Currently, this extension is mainly used by plugins.
Having to load `ip_addr` is confusing especially when that file exists
to monkey patch Ruby's `IpAddr` class. Moving it to our freedom patches
folder which is automatically loaded on initialization.
…after you re-open the modal or select another emoji.
Reason:
Even the most used emoji would be knocked off the list after a while, if you use any emoji outside the recent. Consider the sequence:
✅, 😃, ✅ (from recent), 😀, ✅ (from recent), 😛, ✅ (from recent), 😎, ✅ (from recent), and so on
With the previous logic, the check mark emoji would leave the list, even though it used constantly and (and the time of removal) would the the second most recent used emoji.
---
It doesn't update the list when you use the recent list so that you can click an emoji repeatedly and it doesn't shift from under your mouse cursor.
The app's wrapper element ID is different in tests. `app.rootElement` allows us to consistently obtain the selector in the initializer, so it works correctly regardless of the app's configuration.
The test environment will wait for all timers to settle before continuing. These timers were causing all tests involving `/t/*` routes to spend 500ms doing nothing.
Fun fact: we load the topic route 214 times during the core test suite. That means that this commit saves a total of around 107s across the whole suite. On my machine, that's a 30% improvement in runtime.
Modern Ember only sets up a container when the ApplicationInstance is booted. We have legacy code which relies on having access to a container before boot (e.g. during pre-initializers).
In production we run with the default `autoboot` flag, which triggers Ember's internal `_globalsMode` flag, which sets up an ApplicationInstance immediately when an Application is initialized (via the `_buildDeprecatedInstance` method).
In tests, we worked around the problem by creating a fresh container, and placing a reference to it under `Discourse.__container__`.
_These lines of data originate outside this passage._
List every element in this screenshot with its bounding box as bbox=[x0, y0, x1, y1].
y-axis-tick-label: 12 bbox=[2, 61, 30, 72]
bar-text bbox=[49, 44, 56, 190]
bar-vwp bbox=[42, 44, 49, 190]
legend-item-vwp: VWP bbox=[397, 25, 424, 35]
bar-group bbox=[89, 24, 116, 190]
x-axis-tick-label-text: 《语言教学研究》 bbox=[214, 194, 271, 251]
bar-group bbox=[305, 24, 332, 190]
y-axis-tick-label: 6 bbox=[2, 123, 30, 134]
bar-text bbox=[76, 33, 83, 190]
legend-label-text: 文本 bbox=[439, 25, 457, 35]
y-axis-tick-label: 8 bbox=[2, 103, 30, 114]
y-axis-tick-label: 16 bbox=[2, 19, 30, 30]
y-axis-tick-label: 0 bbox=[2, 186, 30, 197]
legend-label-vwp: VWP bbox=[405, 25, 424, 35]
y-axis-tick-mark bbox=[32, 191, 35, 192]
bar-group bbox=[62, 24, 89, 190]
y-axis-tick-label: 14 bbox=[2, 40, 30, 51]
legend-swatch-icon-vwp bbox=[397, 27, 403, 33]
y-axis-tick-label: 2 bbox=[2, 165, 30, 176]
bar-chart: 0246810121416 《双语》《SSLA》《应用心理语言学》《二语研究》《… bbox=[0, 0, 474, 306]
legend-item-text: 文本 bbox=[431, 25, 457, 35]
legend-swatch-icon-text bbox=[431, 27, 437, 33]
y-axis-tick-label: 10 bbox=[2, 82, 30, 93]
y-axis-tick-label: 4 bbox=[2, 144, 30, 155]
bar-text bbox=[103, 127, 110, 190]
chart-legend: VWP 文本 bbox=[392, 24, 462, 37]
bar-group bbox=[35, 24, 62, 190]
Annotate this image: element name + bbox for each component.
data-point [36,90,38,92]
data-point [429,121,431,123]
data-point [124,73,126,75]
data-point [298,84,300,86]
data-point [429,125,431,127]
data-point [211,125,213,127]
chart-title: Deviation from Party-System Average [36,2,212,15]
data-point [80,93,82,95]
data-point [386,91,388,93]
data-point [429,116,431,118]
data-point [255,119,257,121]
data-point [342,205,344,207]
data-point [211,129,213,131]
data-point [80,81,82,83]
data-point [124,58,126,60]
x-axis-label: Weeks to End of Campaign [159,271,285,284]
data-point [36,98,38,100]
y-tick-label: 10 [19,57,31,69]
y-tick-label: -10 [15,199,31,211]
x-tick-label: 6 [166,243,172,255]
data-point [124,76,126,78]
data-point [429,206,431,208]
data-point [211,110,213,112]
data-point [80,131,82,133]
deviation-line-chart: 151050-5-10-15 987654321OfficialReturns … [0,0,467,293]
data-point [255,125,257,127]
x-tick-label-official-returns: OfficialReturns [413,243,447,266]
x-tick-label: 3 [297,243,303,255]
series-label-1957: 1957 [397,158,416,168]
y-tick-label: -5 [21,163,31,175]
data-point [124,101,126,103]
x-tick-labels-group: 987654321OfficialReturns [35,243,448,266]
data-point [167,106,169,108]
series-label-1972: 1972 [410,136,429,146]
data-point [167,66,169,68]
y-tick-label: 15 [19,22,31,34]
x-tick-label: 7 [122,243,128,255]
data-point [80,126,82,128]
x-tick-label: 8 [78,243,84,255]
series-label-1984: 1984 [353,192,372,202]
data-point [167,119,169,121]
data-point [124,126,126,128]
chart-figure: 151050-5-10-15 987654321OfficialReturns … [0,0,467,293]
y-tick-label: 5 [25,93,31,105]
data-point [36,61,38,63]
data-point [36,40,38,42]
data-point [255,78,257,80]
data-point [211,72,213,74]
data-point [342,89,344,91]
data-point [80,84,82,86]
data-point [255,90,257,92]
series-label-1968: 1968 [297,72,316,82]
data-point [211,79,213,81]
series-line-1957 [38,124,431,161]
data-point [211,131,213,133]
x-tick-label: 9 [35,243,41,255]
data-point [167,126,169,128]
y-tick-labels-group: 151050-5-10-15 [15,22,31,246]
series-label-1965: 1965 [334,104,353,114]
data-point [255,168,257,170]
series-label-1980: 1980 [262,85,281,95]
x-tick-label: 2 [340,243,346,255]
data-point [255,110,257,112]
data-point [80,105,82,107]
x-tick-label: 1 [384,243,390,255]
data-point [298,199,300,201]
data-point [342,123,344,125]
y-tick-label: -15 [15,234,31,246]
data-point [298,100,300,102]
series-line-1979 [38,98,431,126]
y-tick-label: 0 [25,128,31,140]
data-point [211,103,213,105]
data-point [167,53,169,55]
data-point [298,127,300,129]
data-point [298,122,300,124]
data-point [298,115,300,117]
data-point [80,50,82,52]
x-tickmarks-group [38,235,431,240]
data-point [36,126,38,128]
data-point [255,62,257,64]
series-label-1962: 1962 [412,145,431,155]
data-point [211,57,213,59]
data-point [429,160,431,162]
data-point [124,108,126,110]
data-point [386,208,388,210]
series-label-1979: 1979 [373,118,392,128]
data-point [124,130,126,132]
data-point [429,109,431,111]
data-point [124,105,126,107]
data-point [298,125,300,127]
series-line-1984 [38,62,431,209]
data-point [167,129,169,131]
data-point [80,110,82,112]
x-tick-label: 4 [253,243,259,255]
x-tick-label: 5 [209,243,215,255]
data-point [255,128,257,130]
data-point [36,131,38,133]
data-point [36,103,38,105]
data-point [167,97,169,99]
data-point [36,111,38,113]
HOWEVER, Ember was still creating a Container instance for each ApplicationInstance to use internally, and make available to EmberObjects via injection. The `Discourse.__container__` instance we created was barely used at all.
Having two different Container instances in play could cause some weird issues. For example, I noticed the problem because the `appEvents` instance held by DiscourseURL was different to the `appEvents` instance held by all the Ember components in our app. This meant that events triggered by DiscourseURL were not picked up by components in test mode.
This commit makes the hack more robust by ensuring that Ember re-uses the Container instance which we created pre-boot. This means we only have one Container instance in play, and makes `appEvents` work reliably across all parts of the app. It also adds detailed comments describing the hack, to help future travelers.
Hopefully in future we can remove this hack entirely, but it will require significant refactoring to our initialization process in Core and Plugins.
The mapping-router and map-routes initializer are updated to avoid the need for `container.lookup` during teardown. This isn't allowed under modern Ember, but was previously working for us because the pre-initializer was using the 'fake' container which was not ember-managed.